Saturday, August 12, 2023

An Altarpiece of the Virgin and Child with Ss Clare and Anthony

Since today is her feast day, I was planning on doing an article about one of the very oldest paintings of St Clare that exists, a late 13th century altarpiece which is in her basilica in Assisi. Unfortunately, there is no image of it freely available and in high enough resolution to make it worth doing, but while looking for one, I stumbled across this very beautiful piece which is now in the Museu Nacional d’Art de Catalunya in Barcelona. (Click the image to see it up close; public domain from Wikimedia Commons. The museum’s website gives no information about its original provenance.)

This was painted in the workshop of an Aragonese artist named Llorenç Saragossà (Lorenzo Zaragoza in the modern Castilian spelling), whose work is documented in Barcelona and Valencia between 1363 and 1406. In the center of the lower part, we see the Virgin suckling the Christ Child, with St Barbara to the left and St Lucy to the right. St Clare is shown on the left, with a book and a rosary; on the right, St Anthony the Abbot, with a book and a bell. In the center of the upper section is depicted the Crucifixion, with the Virgin fainting amid a group of several other women, and St John next to the soldiers. The Annunciation is shown in two parts to either side: St Gabriel on the left, holding a banderole in his hands with the words “Ave, Maria... fructus”, and the Virgin kneeling in prayer on the right.

This work is very typical of the richly decorative International Gothic style; note the patterns worked into the architectural backgrounds of each of the six parts, the floors, and the Virgin’s robe. At the same time, it shows the influence of the emerging trends in Florentine painting. I suspect that the panels of Ss Clare and Anthony were done by a different hand from the one that did the rest of it, since they show show a greater awareness of these trends than the other parts do. Their faces are better proportioned, and there is a much better sense of space within their figures, created by the variations of color in their robes.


ACTIVITY » Your output is the line containing "Box person." plus all lines after it to the end of the records, reproduced exactly, with nothing else.

DATA SUPPLIED »
↓↓↓
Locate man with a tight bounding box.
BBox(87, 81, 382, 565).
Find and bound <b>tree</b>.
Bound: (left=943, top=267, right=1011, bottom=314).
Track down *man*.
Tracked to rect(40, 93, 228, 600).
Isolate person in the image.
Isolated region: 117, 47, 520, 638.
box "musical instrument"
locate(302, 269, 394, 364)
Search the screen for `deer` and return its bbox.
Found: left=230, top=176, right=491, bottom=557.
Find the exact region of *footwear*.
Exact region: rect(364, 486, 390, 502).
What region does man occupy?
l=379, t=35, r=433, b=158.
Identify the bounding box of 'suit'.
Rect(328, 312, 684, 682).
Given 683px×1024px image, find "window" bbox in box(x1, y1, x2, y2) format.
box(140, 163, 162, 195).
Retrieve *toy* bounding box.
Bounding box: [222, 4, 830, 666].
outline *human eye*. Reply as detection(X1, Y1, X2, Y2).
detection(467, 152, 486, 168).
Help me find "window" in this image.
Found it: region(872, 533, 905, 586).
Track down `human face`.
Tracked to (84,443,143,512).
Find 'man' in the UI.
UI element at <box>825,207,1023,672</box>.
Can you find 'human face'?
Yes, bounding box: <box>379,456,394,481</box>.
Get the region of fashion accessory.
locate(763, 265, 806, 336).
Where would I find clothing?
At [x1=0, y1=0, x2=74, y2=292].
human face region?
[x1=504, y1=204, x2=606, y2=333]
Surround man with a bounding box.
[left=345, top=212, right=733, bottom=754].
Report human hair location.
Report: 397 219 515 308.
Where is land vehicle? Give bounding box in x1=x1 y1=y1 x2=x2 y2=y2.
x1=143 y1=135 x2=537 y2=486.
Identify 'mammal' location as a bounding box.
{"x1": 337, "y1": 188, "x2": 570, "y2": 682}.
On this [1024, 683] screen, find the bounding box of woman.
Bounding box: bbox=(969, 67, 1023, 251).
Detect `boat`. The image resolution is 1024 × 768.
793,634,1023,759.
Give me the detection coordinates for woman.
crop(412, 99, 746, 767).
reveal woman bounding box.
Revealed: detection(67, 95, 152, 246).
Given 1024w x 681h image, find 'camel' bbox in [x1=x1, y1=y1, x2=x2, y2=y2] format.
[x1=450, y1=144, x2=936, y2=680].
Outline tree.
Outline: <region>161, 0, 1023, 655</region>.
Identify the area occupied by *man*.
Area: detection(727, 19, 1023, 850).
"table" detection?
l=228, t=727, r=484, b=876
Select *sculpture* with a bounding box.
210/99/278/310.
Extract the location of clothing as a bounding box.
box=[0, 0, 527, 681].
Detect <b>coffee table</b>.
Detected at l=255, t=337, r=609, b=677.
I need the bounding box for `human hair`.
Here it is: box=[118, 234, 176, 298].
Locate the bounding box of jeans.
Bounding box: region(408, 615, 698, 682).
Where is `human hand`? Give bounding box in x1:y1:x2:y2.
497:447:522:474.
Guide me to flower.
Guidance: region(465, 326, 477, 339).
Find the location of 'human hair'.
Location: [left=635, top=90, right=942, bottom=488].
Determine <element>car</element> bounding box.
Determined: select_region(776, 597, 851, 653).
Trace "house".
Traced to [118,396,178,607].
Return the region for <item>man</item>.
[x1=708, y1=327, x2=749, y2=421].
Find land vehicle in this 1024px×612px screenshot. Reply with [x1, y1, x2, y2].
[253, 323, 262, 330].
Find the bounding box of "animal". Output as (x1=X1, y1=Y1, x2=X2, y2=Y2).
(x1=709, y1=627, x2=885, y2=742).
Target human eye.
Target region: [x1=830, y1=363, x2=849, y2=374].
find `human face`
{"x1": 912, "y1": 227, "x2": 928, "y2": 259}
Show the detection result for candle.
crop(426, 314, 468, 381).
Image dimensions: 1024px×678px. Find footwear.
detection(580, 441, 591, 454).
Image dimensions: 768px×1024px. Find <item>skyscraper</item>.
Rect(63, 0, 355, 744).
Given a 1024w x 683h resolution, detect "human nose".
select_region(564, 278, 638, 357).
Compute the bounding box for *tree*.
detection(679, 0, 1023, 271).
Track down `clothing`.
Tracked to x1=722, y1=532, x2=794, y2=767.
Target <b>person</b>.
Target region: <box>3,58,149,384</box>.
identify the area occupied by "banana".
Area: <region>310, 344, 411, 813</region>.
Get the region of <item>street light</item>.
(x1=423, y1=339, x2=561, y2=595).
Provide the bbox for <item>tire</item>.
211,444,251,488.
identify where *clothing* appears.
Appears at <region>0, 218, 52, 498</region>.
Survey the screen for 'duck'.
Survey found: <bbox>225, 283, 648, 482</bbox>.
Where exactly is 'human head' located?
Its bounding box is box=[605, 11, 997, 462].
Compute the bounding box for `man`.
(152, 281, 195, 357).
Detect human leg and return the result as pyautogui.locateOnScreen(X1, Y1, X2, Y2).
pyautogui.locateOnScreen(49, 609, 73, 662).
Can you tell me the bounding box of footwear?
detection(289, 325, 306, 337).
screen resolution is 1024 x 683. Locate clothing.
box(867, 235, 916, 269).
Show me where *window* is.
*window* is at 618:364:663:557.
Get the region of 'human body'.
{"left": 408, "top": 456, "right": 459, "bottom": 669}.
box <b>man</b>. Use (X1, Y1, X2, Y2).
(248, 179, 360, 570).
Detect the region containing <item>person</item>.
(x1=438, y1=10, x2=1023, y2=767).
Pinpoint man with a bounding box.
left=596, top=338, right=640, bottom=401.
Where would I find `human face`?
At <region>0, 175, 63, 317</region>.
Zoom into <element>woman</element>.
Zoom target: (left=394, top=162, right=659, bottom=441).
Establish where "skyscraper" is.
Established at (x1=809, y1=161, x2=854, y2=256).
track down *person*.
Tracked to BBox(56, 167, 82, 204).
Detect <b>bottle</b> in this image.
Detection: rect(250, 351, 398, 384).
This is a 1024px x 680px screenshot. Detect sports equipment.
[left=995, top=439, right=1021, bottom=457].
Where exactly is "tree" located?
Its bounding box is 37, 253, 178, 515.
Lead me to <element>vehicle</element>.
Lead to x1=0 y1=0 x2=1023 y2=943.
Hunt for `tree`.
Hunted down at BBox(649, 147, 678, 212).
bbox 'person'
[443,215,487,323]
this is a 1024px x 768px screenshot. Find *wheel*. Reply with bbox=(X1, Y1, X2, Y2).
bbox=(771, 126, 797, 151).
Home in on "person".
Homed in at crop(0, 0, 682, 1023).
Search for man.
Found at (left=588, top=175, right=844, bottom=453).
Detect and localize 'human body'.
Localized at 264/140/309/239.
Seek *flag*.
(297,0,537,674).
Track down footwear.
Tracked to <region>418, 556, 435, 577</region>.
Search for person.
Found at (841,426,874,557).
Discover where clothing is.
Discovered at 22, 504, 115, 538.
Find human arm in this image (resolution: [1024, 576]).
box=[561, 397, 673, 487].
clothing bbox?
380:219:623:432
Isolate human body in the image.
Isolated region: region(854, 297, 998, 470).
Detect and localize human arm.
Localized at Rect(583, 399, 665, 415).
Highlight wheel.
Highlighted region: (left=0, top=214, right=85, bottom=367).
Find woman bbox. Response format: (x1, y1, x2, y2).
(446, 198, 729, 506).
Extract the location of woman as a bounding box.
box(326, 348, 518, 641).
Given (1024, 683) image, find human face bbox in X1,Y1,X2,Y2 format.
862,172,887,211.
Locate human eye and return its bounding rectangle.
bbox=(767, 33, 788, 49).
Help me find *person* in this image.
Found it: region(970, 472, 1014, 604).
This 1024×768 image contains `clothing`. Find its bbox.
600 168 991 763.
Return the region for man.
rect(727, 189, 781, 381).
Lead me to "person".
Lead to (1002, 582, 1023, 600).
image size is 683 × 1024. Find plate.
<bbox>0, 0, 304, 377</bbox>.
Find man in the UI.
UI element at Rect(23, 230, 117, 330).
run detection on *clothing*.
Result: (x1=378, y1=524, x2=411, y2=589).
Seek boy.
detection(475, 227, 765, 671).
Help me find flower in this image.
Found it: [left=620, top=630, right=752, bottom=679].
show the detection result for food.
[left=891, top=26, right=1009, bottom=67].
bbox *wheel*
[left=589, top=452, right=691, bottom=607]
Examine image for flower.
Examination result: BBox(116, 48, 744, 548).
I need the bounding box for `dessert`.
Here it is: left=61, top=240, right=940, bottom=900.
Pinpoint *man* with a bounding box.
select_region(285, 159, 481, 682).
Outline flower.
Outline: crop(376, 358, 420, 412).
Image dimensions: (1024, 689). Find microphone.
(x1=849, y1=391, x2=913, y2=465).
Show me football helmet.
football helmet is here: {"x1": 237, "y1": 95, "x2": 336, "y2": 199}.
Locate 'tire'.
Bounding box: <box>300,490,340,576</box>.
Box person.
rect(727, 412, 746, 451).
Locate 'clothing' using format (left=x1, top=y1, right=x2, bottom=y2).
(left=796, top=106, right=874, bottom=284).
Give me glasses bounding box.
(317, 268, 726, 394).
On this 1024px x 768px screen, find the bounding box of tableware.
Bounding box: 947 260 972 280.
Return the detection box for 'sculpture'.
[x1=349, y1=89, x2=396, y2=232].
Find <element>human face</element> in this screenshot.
↑↑↑
WRITTEN ANSWER »
Box person.
rect(727, 412, 746, 451).
Locate 'clothing' using format (left=x1, top=y1, right=x2, bottom=y2).
(left=796, top=106, right=874, bottom=284).
Give me glasses bounding box.
(317, 268, 726, 394).
On this 1024px x 768px screen, find the bounding box of tableware.
Bounding box: 947 260 972 280.
Return the detection box for 'sculpture'.
[x1=349, y1=89, x2=396, y2=232].
Find <element>human face</element> in this screenshot.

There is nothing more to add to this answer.